There are a couple different issues I would look into that I hope help you fix it.
If you mention what font worked we could probably help out better. I would compare the font that you said worked with FontAwesome to see what the differences are. I would bet the glyphs are mapped to a different unicode area and maybe the browser doesn't read from there?
You could use a tool like Font Forge to check differences from other fonts. I noticed when trying to re-generate the FontAwesome font from Font Forge I got validation errors with the em spacing and the glyphs had errors (self-intersecting, wrong direction, missing points at extrema). I've seen this before in icon fonts and never had an issue but I haven't tested on Opera before either.
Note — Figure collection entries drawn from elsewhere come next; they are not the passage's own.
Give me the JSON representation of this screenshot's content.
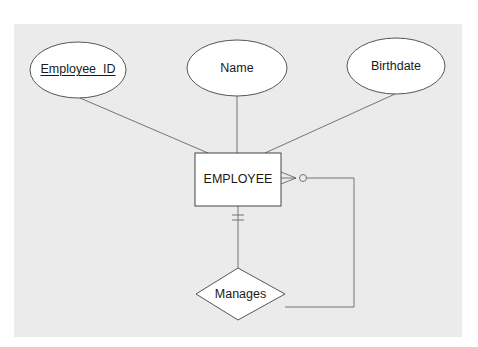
{
  "diagram": {
    "type": "ER diagram (Crow's foot notation, unary relationship)",
    "entity": {
      "name": "EMPLOYEE"
    },
    "attributes": [
      {
        "name": "Employee_ID",
        "primary_key": true
      },
      {
        "name": "Name",
        "primary_key": false
      },
      {
        "name": "Birthdate",
        "primary_key": false
      }
    ],
    "relationship": {
      "name": "Manages",
      "cardinality_manager_side": "mandatory one",
      "cardinality_subordinate_side": "optional many"
    },
    "colors": {
      "background": "#ebebeb",
      "shape_fill": "#ffffff",
      "line": "#555555"
    }
  }
}
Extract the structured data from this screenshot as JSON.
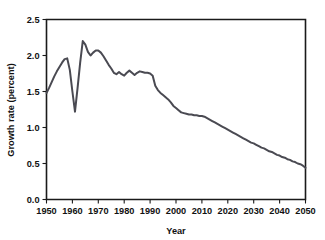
{
  "chart_data": {
    "type": "line",
    "title": "",
    "xlabel": "Year",
    "ylabel": "Growth rate (percent)",
    "xlim": [
      1950,
      2050
    ],
    "ylim": [
      0.0,
      2.5
    ],
    "grid": false,
    "legend": null,
    "xticks": [
      1950,
      1960,
      1970,
      1980,
      1990,
      2000,
      2010,
      2020,
      2030,
      2040,
      2050
    ],
    "xtick_labels": [
      "1950",
      "1960",
      "1970",
      "1980",
      "1990",
      "2000",
      "2010",
      "2020",
      "2030",
      "2040",
      "2050"
    ],
    "yticks": [
      0.0,
      0.5,
      1.0,
      1.5,
      2.0,
      2.5
    ],
    "ytick_labels": [
      "0.0",
      "0.5",
      "1.0",
      "1.5",
      "2.0",
      "2.5"
    ],
    "line_color": "#4a4a52",
    "series": [
      {
        "name": "World population growth rate",
        "x": [
          1950,
          1951,
          1952,
          1953,
          1954,
          1955,
          1956,
          1957,
          1958,
          1959,
          1960,
          1961,
          1962,
          1963,
          1964,
          1965,
          1966,
          1967,
          1968,
          1969,
          1970,
          1971,
          1972,
          1973,
          1974,
          1975,
          1976,
          1977,
          1978,
          1979,
          1980,
          1981,
          1982,
          1983,
          1984,
          1985,
          1986,
          1987,
          1988,
          1989,
          1990,
          1991,
          1992,
          1993,
          1994,
          1995,
          1996,
          1997,
          1998,
          1999,
          2000,
          2001,
          2002,
          2003,
          2004,
          2005,
          2006,
          2007,
          2008,
          2009,
          2010,
          2011,
          2012,
          2013,
          2014,
          2015,
          2016,
          2017,
          2018,
          2019,
          2020,
          2021,
          2022,
          2023,
          2024,
          2025,
          2026,
          2027,
          2028,
          2029,
          2030,
          2031,
          2032,
          2033,
          2034,
          2035,
          2036,
          2037,
          2038,
          2039,
          2040,
          2041,
          2042,
          2043,
          2044,
          2045,
          2046,
          2047,
          2048,
          2049,
          2050
        ],
        "y": [
          1.48,
          1.55,
          1.63,
          1.71,
          1.78,
          1.84,
          1.9,
          1.95,
          1.96,
          1.8,
          1.5,
          1.22,
          1.55,
          1.9,
          2.2,
          2.15,
          2.05,
          2.0,
          2.04,
          2.07,
          2.07,
          2.04,
          1.99,
          1.93,
          1.87,
          1.82,
          1.76,
          1.74,
          1.77,
          1.74,
          1.72,
          1.76,
          1.79,
          1.76,
          1.73,
          1.76,
          1.78,
          1.77,
          1.76,
          1.76,
          1.75,
          1.72,
          1.58,
          1.52,
          1.48,
          1.45,
          1.42,
          1.39,
          1.35,
          1.3,
          1.27,
          1.24,
          1.21,
          1.2,
          1.19,
          1.18,
          1.18,
          1.17,
          1.17,
          1.16,
          1.16,
          1.15,
          1.13,
          1.11,
          1.09,
          1.07,
          1.05,
          1.03,
          1.01,
          0.99,
          0.97,
          0.95,
          0.93,
          0.91,
          0.89,
          0.87,
          0.85,
          0.83,
          0.81,
          0.79,
          0.78,
          0.76,
          0.74,
          0.72,
          0.71,
          0.69,
          0.67,
          0.66,
          0.64,
          0.62,
          0.61,
          0.59,
          0.58,
          0.56,
          0.55,
          0.53,
          0.52,
          0.5,
          0.49,
          0.47,
          0.44
        ]
      }
    ]
  }
}
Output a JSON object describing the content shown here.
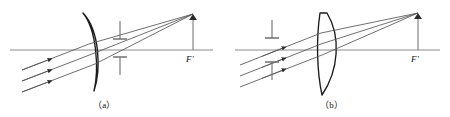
{
  "figure": {
    "type": "optical-ray-diagram-pair",
    "background_color": "#ffffff",
    "ink_color": "#1a1a1a",
    "axis_color": "#808080",
    "ray_color": "#5a5a5a",
    "panels": [
      {
        "id": "a",
        "caption": "（a）",
        "caption_plain": "(a)",
        "focal_label": "F'",
        "lens": {
          "name": "meniscus-lens",
          "shape": "thin-meniscus-convex-right",
          "center_x": 92,
          "top_y": 12,
          "bottom_y": 92
        },
        "stop": {
          "name": "aperture-stop",
          "position": "after-lens",
          "x": 120,
          "upper_bar_top_y": 21,
          "upper_bar_bottom_y": 39,
          "lower_bar_top_y": 57,
          "lower_bar_bottom_y": 75
        },
        "axis": {
          "y": 50,
          "x_start": 10,
          "x_end": 213
        },
        "image_point": {
          "x": 193,
          "y": 14
        },
        "image_arrow": {
          "x": 193,
          "top_y": 14,
          "bottom_y": 50
        },
        "ray_count": 3,
        "ray_arrowheads": 3,
        "incoming_rays_direction": "lower-left to upper-right"
      },
      {
        "id": "b",
        "caption": "（b）",
        "caption_plain": "(b)",
        "focal_label": "F'",
        "lens": {
          "name": "plano-convex-lens",
          "shape": "thick-meniscus-convex-right",
          "center_x": 328,
          "top_y": 12,
          "bottom_y": 95
        },
        "stop": {
          "name": "aperture-stop",
          "position": "before-lens",
          "x": 272,
          "upper_bar_top_y": 20,
          "upper_bar_bottom_y": 38,
          "lower_bar_top_y": 62,
          "lower_bar_bottom_y": 80
        },
        "axis": {
          "y": 50,
          "x_start": 235,
          "x_end": 440
        },
        "image_point": {
          "x": 418,
          "y": 13
        },
        "image_arrow": {
          "x": 418,
          "top_y": 13,
          "bottom_y": 50
        },
        "ray_count": 3,
        "ray_arrowheads": 3,
        "incoming_rays_direction": "lower-left to upper-right"
      }
    ]
  }
}
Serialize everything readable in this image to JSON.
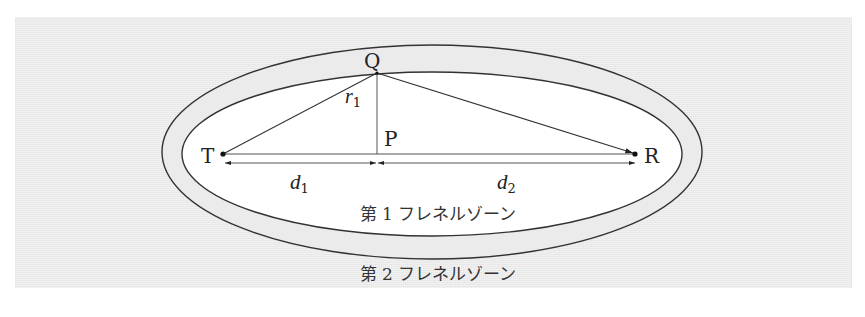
{
  "diagram": {
    "points": {
      "T": {
        "label": "T",
        "x": 223,
        "y": 154
      },
      "R": {
        "label": "R",
        "x": 635,
        "y": 154
      },
      "Q": {
        "label": "Q",
        "x": 377,
        "y": 73
      },
      "P": {
        "label": "P",
        "x": 377,
        "y": 154
      }
    },
    "labels": {
      "r1": {
        "base": "r",
        "sub": "1"
      },
      "d1": {
        "base": "d",
        "sub": "1"
      },
      "d2": {
        "base": "d",
        "sub": "2"
      },
      "zone1": "第 1 フレネルゾーン",
      "zone2": "第 2 フレネルゾーン"
    },
    "ellipses": {
      "outer": {
        "cx": 432,
        "cy": 152,
        "rx": 270,
        "ry": 107,
        "fill": "#ebebeb"
      },
      "inner": {
        "cx": 432,
        "cy": 154,
        "rx": 250,
        "ry": 82,
        "fill": "#ffffff"
      }
    },
    "colors": {
      "background": "#ebebeb",
      "stroke": "#333333",
      "zone_fill": "#ffffff"
    }
  }
}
If you compare trying to generate a font with something that works you could probably narrow the issue down.
Other Stuff I'm sure you covered but double checking:
I read here that having a local version of the font installed might conflict with the font embed. https://github.com/FortAwesome/Font-Awesome/issues/247
If you took the icon-font and then added your own glyphs to it then used something like font squirrel to generate all the web safe formats make sure you told the generator to add the unicode range of the glyphs you created. Once I forgot to do this and the app only added the glyphs in the a-z range. An easy way to check is to look at the gyphs tab in the demo html page and make sure all the icons are included.
You're using the proper CSS3 font-face rule and embedding eot, ttf, woff, and svg and you've waited a little bit. I noticed on some old iphones the font takes forever to display.
Using a tool like modernizr font-face feature detect might make some of the support between browsers a little easier.
I'm curious to see what the issue is.